Mall Near Cleveland
CLEVELAND, Ohio - Millions have passed through the Galleria at Erieview, sun glinting on its barrel-shaped glass roof. But it took a nurseryman's granddaughter to look up and think:
This place looks like a giant greenhouse.
Now Vicky Poole, the Galleria's marketing and events director, who worked on her grandpa's farm as a child, expects that by late spring or early summer, there will be fresh tomatoes for sale among the shops and galleries at the downtown Cleveland mall.
Very fresh - as in vine-grown in bags and troughs hanging from steel stair banisters and ceiling beams in the shopping center that stretches between East Ninth and East 12th streets.
Poole got the idea last year when she spotted a photo of dozens of plants growing on a two-story window grid in a New York cafe.
"I said, 'That's our food court.' "
She was reminded of the picturesque glass rotunda in the Galleria's food court that she often curtains off for wedding receptions. Renting out party space is one of the ways Poole has found to make up for the Galleria's losing many of its retail businesses.
"It's not really a shopping mall anymore, " she said about the complex that opened in 1987.
It wasn't long until Poole and Jack Hamilton, whose Artist Review Today magazine office and gallery are in the Galleria, teamed up to form Gardens Under Glass, their name for a project they call an "urban eco village." This month, they were awarded a $30, 000 start-up grant from Civic Innovation Lab.
Poole and Hamilton said the project is meant to be a bold statement about sustainability as well as a novel way to attract more people - and their money - to the mall.
"I know of no other urban garden in the country like this, " said Hamilton about Gardens Under Glass. He hopes the project will grow every day.
Poole and Hamilton put in the first green stuff this week - a 12-foot cart of lettuce and other greens near the Galleria's first-floor escalators. Their aim is to start an education center and store in a former candy shop, invite sustainable-product makers to display and sell their items, and sell produce to restaurants and individuals.
They dream of hosting school groups and teams of volunteer urban gardeners eager to work beds of herbs and greens and vine systems raised hydroponically, aquaponically and in organic soils.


### WORK INSTRUCTION:
In the data below, find every line with the word "right" and copy it out.

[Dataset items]
——
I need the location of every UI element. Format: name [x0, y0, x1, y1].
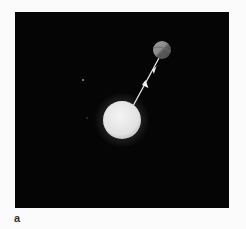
background-star-dot [86, 117, 88, 119]
figure: a [0, 0, 246, 229]
panel-label: a [14, 212, 20, 224]
star-planet-diagram [15, 12, 229, 208]
background-star-dot [82, 79, 84, 81]
diagram-panel [15, 12, 229, 208]
star [103, 101, 141, 139]
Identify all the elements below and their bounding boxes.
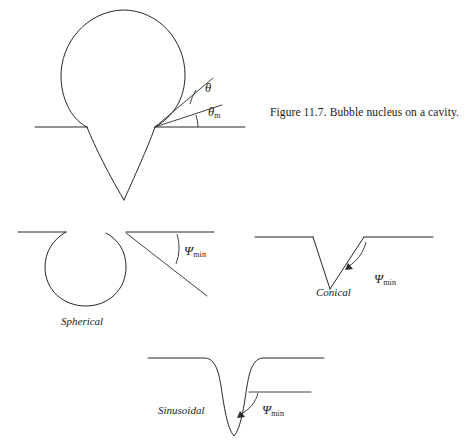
theta-symbol: θ (205, 81, 211, 95)
cavity-wall-left (87, 127, 124, 200)
psi-symbol: Ψ (184, 243, 193, 258)
theta-m-angle-arc (196, 115, 198, 127)
theta-m-label: θm (208, 106, 221, 120)
panel-sinusoidal (148, 358, 324, 436)
theta-label: θ (205, 82, 211, 95)
conical-cavity-wall-left (313, 237, 330, 289)
conical-cavity-wall-right (330, 237, 364, 289)
sinusoidal-panel-label: Sinusoidal (158, 405, 204, 416)
theta-m-subscript: m (214, 111, 220, 120)
panel-conical (255, 237, 433, 289)
spherical-tangent-line (126, 233, 207, 296)
sinusoidal-psi-min-label: Ψmin (262, 403, 284, 418)
spherical-cavity-profile (45, 232, 126, 306)
psi-min-subscript: min (383, 278, 396, 287)
spherical-panel-label: Spherical (61, 316, 103, 327)
psi-symbol: Ψ (374, 271, 383, 286)
figure-line-art (0, 0, 475, 446)
figure-container: Figure 11.7. Bubble nucleus on a cavity.… (0, 0, 475, 446)
cavity-wall-right (124, 127, 155, 200)
bubble-interface (61, 10, 185, 127)
psi-min-subscript: min (193, 250, 206, 259)
psi-min-subscript: min (271, 409, 284, 418)
sinusoidal-cavity-profile (148, 358, 324, 436)
conical-psi-min-arrow-arc (349, 242, 366, 266)
figure-caption: Figure 11.7. Bubble nucleus on a cavity. (270, 107, 459, 119)
sinusoidal-psi-min-arc (241, 393, 258, 414)
psi-symbol: Ψ (262, 402, 271, 417)
conical-psi-min-label: Ψmin (374, 272, 396, 287)
spherical-psi-min-label: Ψmin (184, 244, 206, 259)
spherical-psi-min-arc (176, 234, 179, 264)
conical-panel-label: Conical (316, 287, 351, 298)
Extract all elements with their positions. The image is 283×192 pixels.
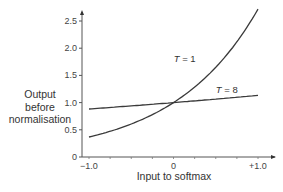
x-axis-label: Input to softmax xyxy=(137,170,212,182)
y-tick-label: 2.5 xyxy=(64,16,77,26)
y-tick-label: 0.5 xyxy=(64,125,77,135)
x-tick-label: −1.0 xyxy=(80,161,98,171)
y-tick-label: 1.5 xyxy=(64,70,77,80)
series-label-t8: T = 8 xyxy=(216,84,238,95)
x-tick-label: +1.0 xyxy=(249,161,267,171)
series-line-t8 xyxy=(89,95,258,109)
series-label-t1: T = 1 xyxy=(174,53,196,64)
y-axis-arrow-icon xyxy=(80,10,84,15)
y-tick-label: 0 xyxy=(72,152,77,162)
chart-canvas: 00.51.01.52.02.5−1.00+1.0Input to softma… xyxy=(0,0,283,192)
y-tick-label: 1.0 xyxy=(64,98,77,108)
series-line-t1 xyxy=(89,9,258,137)
y-tick-label: 2.0 xyxy=(64,43,77,53)
x-axis-arrow-icon xyxy=(271,155,276,159)
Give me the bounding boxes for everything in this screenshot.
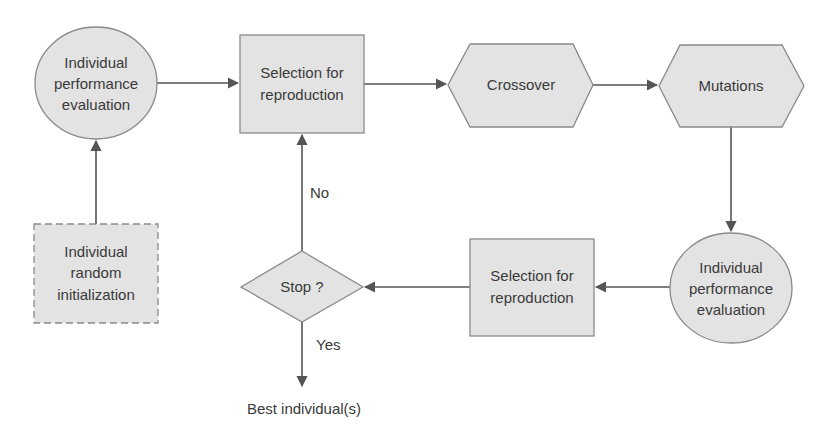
node-selection-for-reproduction-2[interactable]: Selection for reproduction bbox=[470, 239, 594, 336]
node-label-line: Individual bbox=[699, 259, 762, 276]
node-mutations[interactable]: Mutations bbox=[659, 45, 804, 127]
node-label-line: Individual bbox=[64, 243, 127, 260]
node-stop-decision[interactable]: Stop ? bbox=[241, 251, 363, 322]
node-label-line: Selection for bbox=[260, 64, 343, 81]
node-performance-evaluation-1[interactable]: Individual performance evaluation bbox=[35, 27, 157, 139]
node-label-line: initialization bbox=[57, 286, 135, 303]
best-individuals-output: Best individual(s) bbox=[247, 400, 361, 417]
node-label-line: Selection for bbox=[490, 267, 573, 284]
node-label-line: performance bbox=[689, 280, 773, 297]
node-random-initialization[interactable]: Individual random initialization bbox=[34, 224, 158, 323]
edge-label-no: No bbox=[310, 184, 329, 201]
node-label-line: reproduction bbox=[490, 289, 573, 306]
node-label-line: evaluation bbox=[62, 96, 130, 113]
node-selection-for-reproduction-1[interactable]: Selection for reproduction bbox=[240, 35, 364, 133]
node-performance-evaluation-2[interactable]: Individual performance evaluation bbox=[670, 233, 792, 343]
node-label-line: Mutations bbox=[698, 77, 763, 94]
node-label-line: evaluation bbox=[697, 301, 765, 318]
flowchart-canvas: No Yes Individual performance evaluation… bbox=[0, 0, 835, 440]
node-crossover[interactable]: Crossover bbox=[448, 44, 593, 127]
node-label-line: reproduction bbox=[260, 86, 343, 103]
node-label-line: Stop ? bbox=[280, 278, 323, 295]
edge-label-yes: Yes bbox=[316, 336, 340, 353]
node-label-line: Individual bbox=[64, 54, 127, 71]
node-label-line: performance bbox=[54, 75, 138, 92]
node-label-line: Crossover bbox=[487, 76, 555, 93]
node-label-line: random bbox=[71, 264, 122, 281]
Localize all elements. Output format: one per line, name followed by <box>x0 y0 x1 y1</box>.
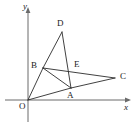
point-label-C: C <box>120 72 126 81</box>
point-label-D: D <box>57 19 64 28</box>
x-axis-label: x <box>124 103 128 112</box>
point-label-O: O <box>19 102 26 111</box>
segment-DA <box>62 32 71 88</box>
geometry-figure: O A B C D E x y <box>0 0 138 126</box>
segment-BC <box>43 68 115 78</box>
segment-AC <box>71 78 115 88</box>
segment-BD <box>43 32 62 68</box>
segment-OA <box>28 88 71 100</box>
point-label-A: A <box>67 91 74 100</box>
y-axis-label: y <box>23 2 27 11</box>
point-label-B: B <box>31 61 37 70</box>
segment-OB <box>28 68 43 100</box>
point-label-E: E <box>74 60 80 69</box>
——
### SOLUTION FOR THIS PROBLEM:
conical-cavity-wall-right (330, 237, 364, 289)
cavity-wall-right (124, 127, 155, 200)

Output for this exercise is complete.